In the U.S., the energy landscape has changed dramatically over the past two decades. Coal was the dominant source of electricity (51% of total power generation in 2000) for most of the twentieth century, but has recently been displaced by cheap and abundant natural gas as well as growth in renewables. Coal accounted for just 27% of U.S. power generation in 2019. Coal's decline is expected to continue in favor of cheaper alternatives, due to the U.S.'s relatively old (40 years) and inefficient (32% efficiency) fleet of coal-fired plants.

Zhai does not see CCS retrofits to U.S coal plants as a fleet-wide approach to decarbonization, though there is potential for partial capture at the most efficient plants. CCS development should instead be focused on combined-cycle natural gas plant retrofits. "Natural gas has helped reduce the carbon intensity of the U.S. power sector, but this wave of new gas plants still represents a significant amount of committed emissions," said Zhai.

China is the opposite of the U.S. in terms of its energy mix and its fossil energy infrastructure.
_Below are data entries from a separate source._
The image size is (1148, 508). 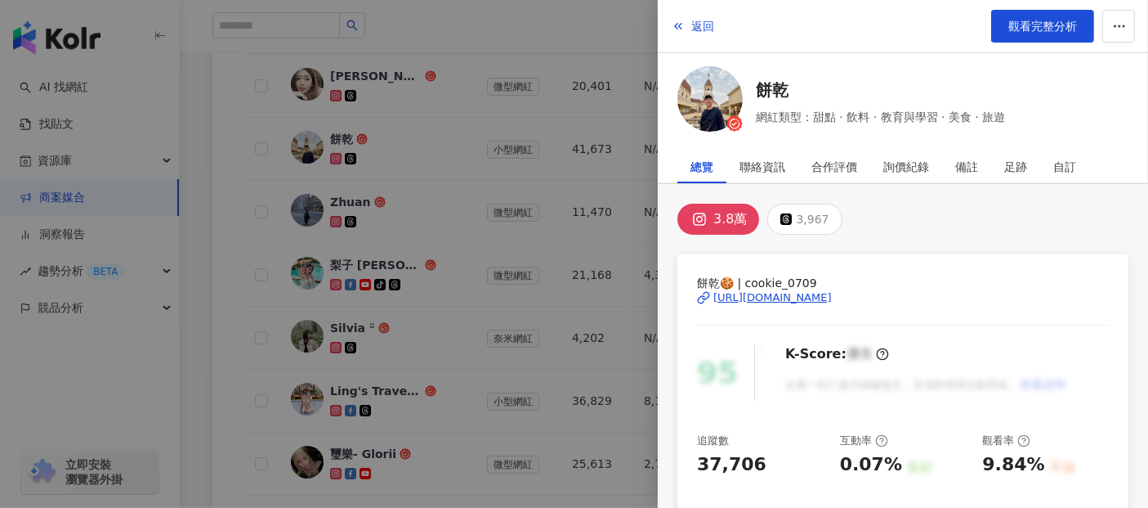 I want to click on div: 0.07%, so click(x=871, y=464).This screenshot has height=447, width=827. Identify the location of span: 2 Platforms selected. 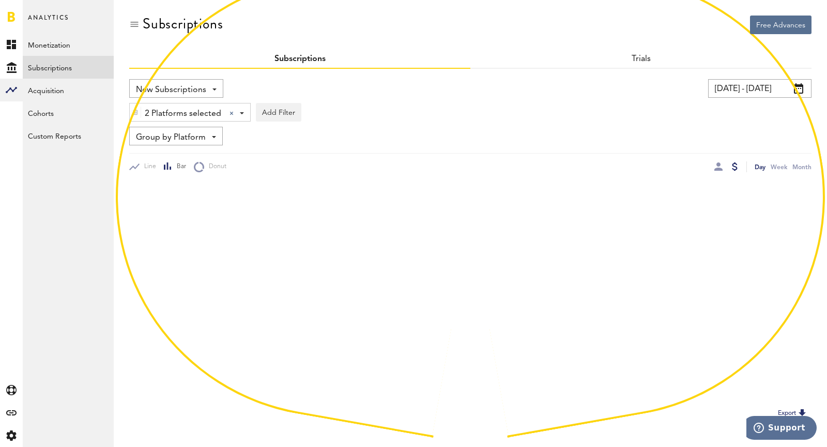
(183, 114).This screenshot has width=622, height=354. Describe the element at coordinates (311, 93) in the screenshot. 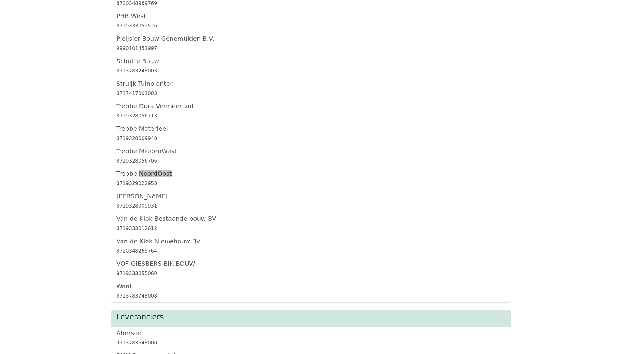

I see `div: 8717417001003` at that location.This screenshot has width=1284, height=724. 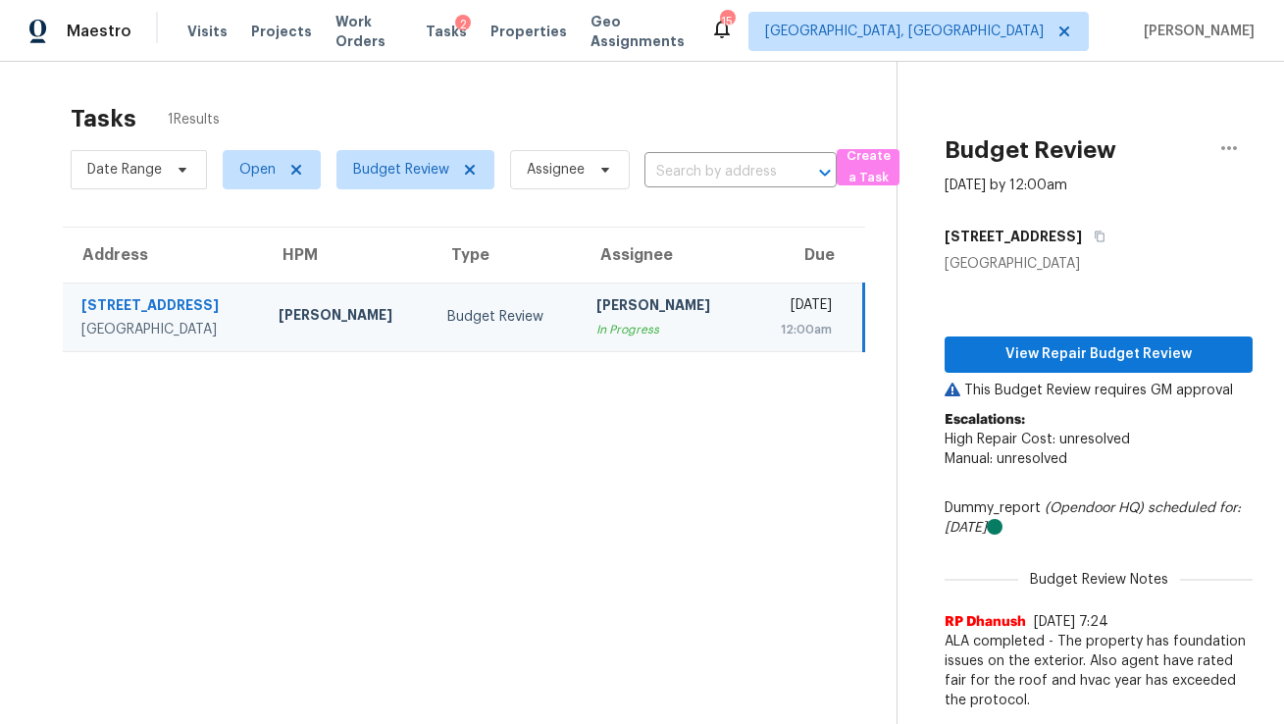 What do you see at coordinates (727, 22) in the screenshot?
I see `div: 15` at bounding box center [727, 22].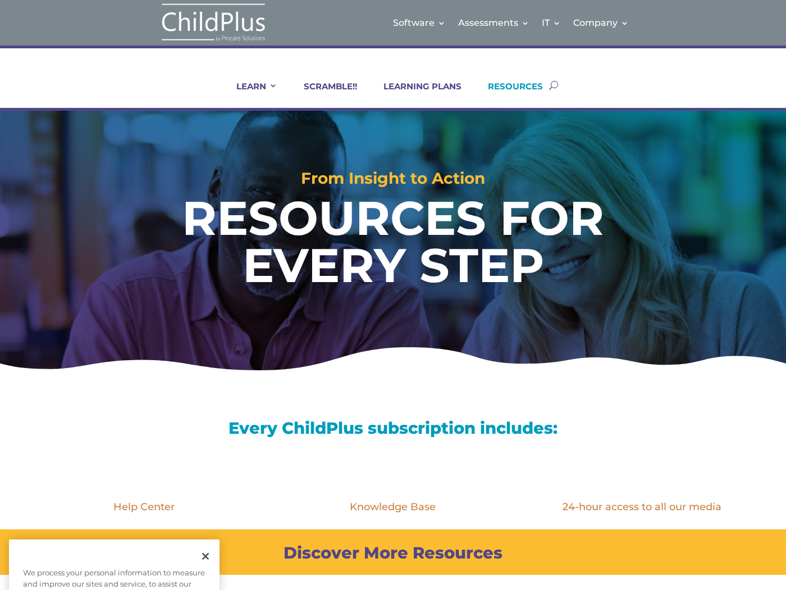  Describe the element at coordinates (144, 506) in the screenshot. I see `a: Help Center` at that location.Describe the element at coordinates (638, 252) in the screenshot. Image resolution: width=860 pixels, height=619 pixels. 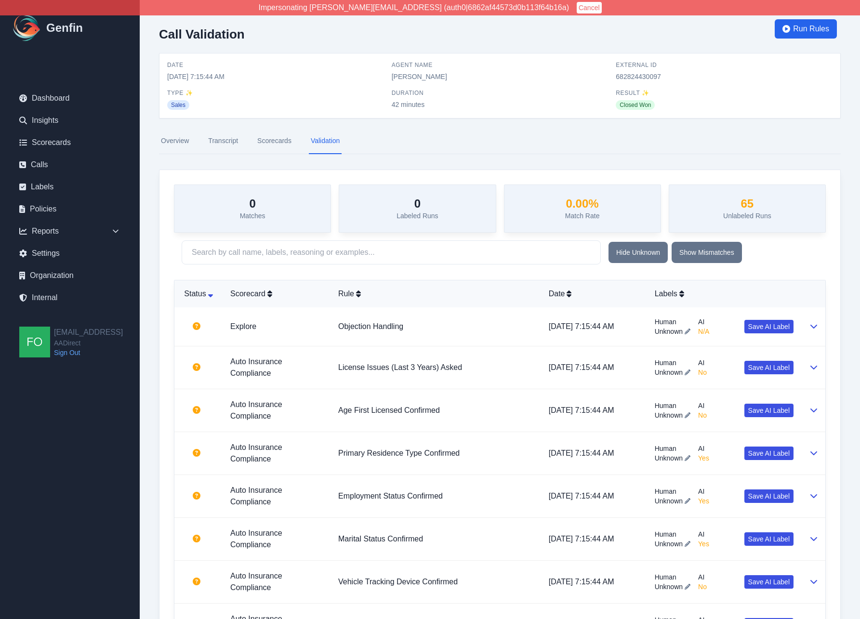
I see `button: Hide Unknown` at that location.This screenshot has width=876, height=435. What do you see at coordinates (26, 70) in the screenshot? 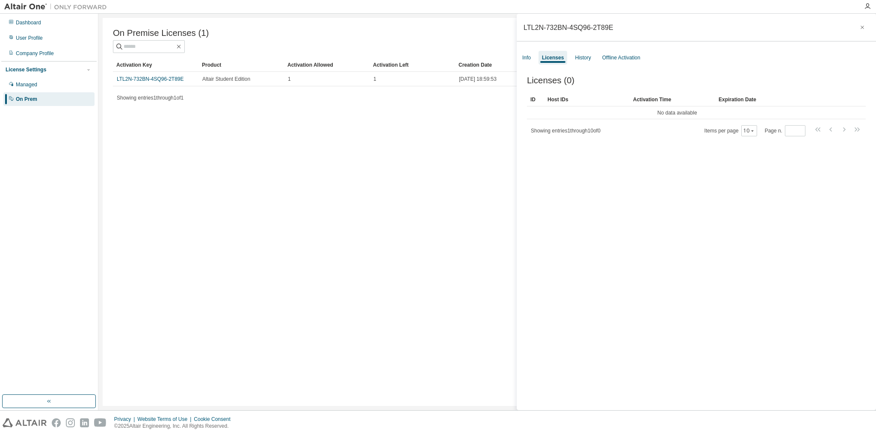
I see `div: License Settings` at bounding box center [26, 70].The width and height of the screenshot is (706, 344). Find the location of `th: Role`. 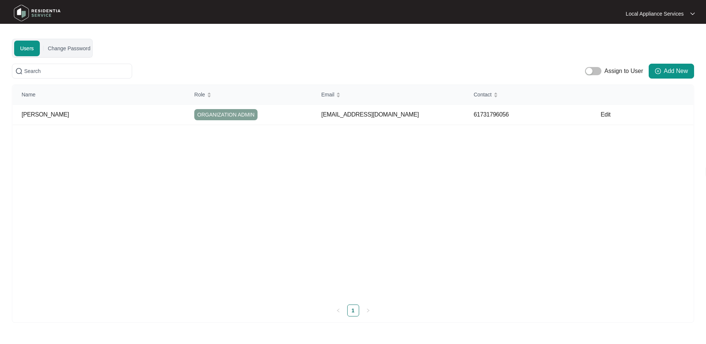

th: Role is located at coordinates (249, 95).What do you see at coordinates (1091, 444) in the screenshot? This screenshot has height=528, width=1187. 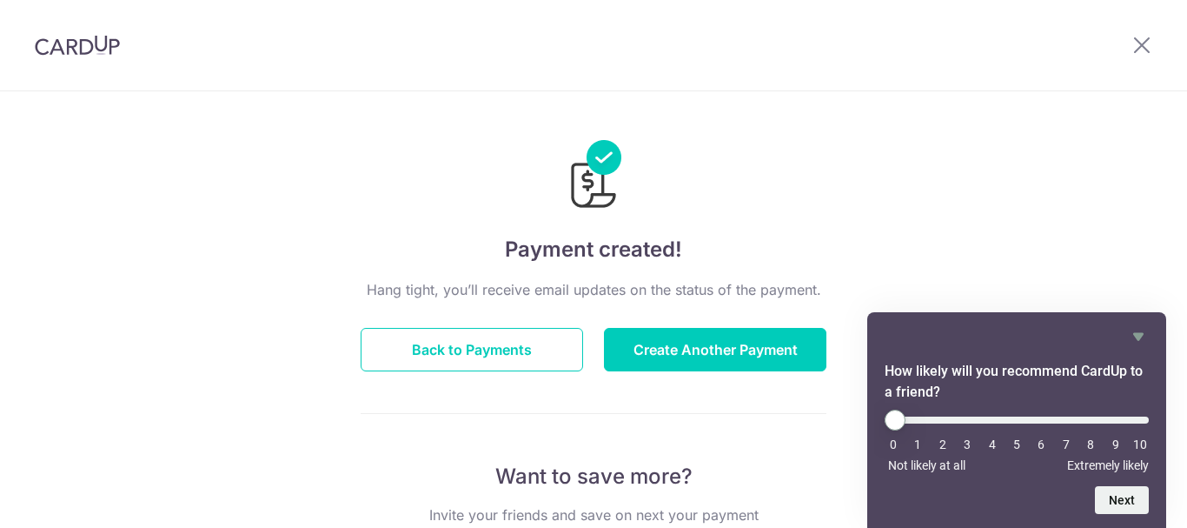 I see `li: 8` at bounding box center [1091, 444].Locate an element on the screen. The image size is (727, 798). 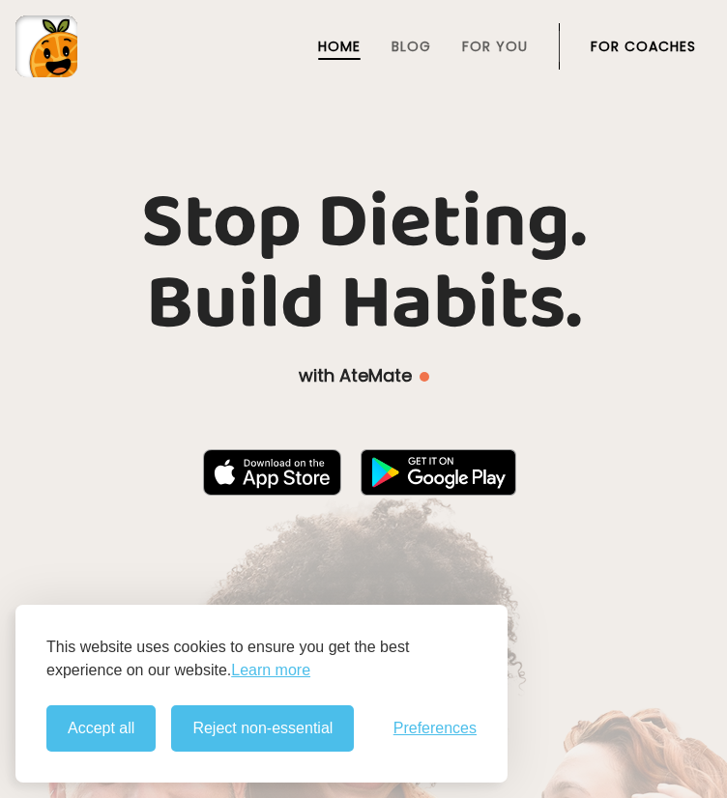
img: badge-download-apple.svg is located at coordinates (273, 473).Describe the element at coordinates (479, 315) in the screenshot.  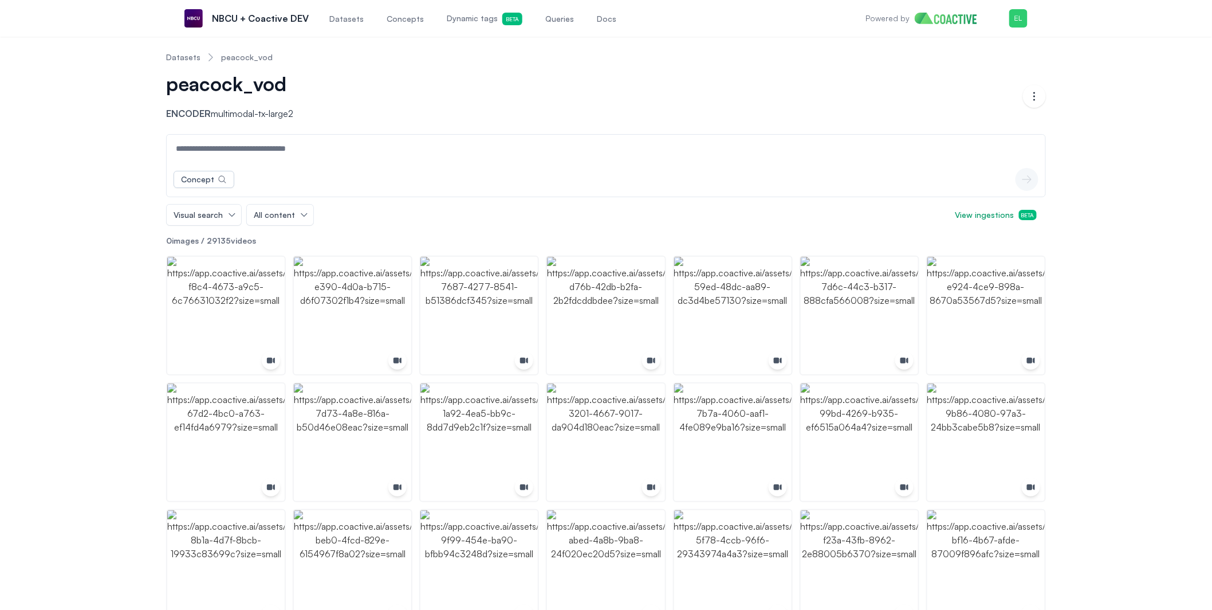
I see `button: https://app.coactive.ai/assets/ui/images/coactive/peacock_vod_1737504868066/2aec57f8-7687-4277-85...` at that location.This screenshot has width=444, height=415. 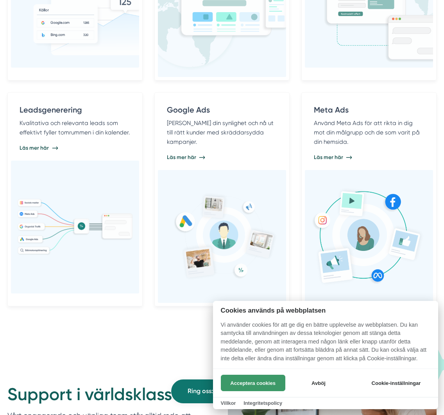 I want to click on button: Acceptera cookies, so click(x=253, y=383).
Coal supplies almost 65% of the nation's electricity. Coal-fired plants in China have a median age of only 12 years and much higher efficiencies (often greater than 40%) compared to the U.S. "Such a young fleet is unlikely to be phased out anytime soon," said Zhai. "Any path for China to achieve deep decarbonization must include CCS retrofits to its recently-built coal plants."

Despite the necessity of CCS, the technology has not been proven on a large scale and remains very costly. Only two commercial-scale CCS projects currently operate in the world: Petra Nova in the U.S. and Boundary Dam in Canada. Current CCS technologies have high energy and capital costs associated with separating CO2 out of process waste streams.

CCS, according to Zhai, currently sits on the steep part of the "learning curve." With any technology first-of-a-kind deployments are always expensive. However, industry-wide learning--through technology developments such as improved separation materials and processes, supply chain expansion, and increases in operational efficiency--makes latter deployments cheaper. Moving down the learning curve represents a kind of chicken and egg dilemma for CCS: to be widely deployed, it needs to be cheap. And for CCS to be cheap, it needs to have been deployed.

Therefore, there is a strong reason that governments should incentivize early adoption of CCS through regulatory, economic, and policy means, argues Zhai. He points to case studies of other low-carbon technologies, like photovoltaic solar panels, that have become cost-competitive after incentives helped lower high initial costs. Because early deployment is required to make future deployment economical, the time to act is now, he says.

"If you accept the premise that committed emissions are a problem, there is no choice other than CCS," he said. "And incentives are required to kick-start deployment of CCS on the scale needed to address the issue."

In the U.S., Zhai points to incentives for retrofitting natural gas-fired plants with CCS, expecting market forces to address the committed emissions from coal-fired plants, as the aging coal fleet continues to phase out. Zhai's article points to a tax credit for carbon sequestration in the U.S. as a major policy lever to incentivize these CCS efforts.

In China, on the other hand, CCS development for coal plant retrofits should be the major focus. There, Zhai notes that the national emissions trading system, where emitters can buy or sell CO2 emissions credits, will be the major policy lever that can spur development of mitigation technologies. In both cases, the current high costs of CCS point to government policies as a key step in overcoming the expensive initial phases of deployment.

Major co-benefits of incentivizing CCS development for existing fossil-fuel infrastructure are the role CCS will likely play in certain negative emissions technologies (NETs) and a decreased dependence on expensive NETs in the future. Bioenergy with CCS (BECCS), for instance, is outlined as the most prominent NET option. However, a key subsystem for any BECCS is CCS. Developing CCS now, argues Zhai, means that BECCS will be poised to help address global climate change in the future.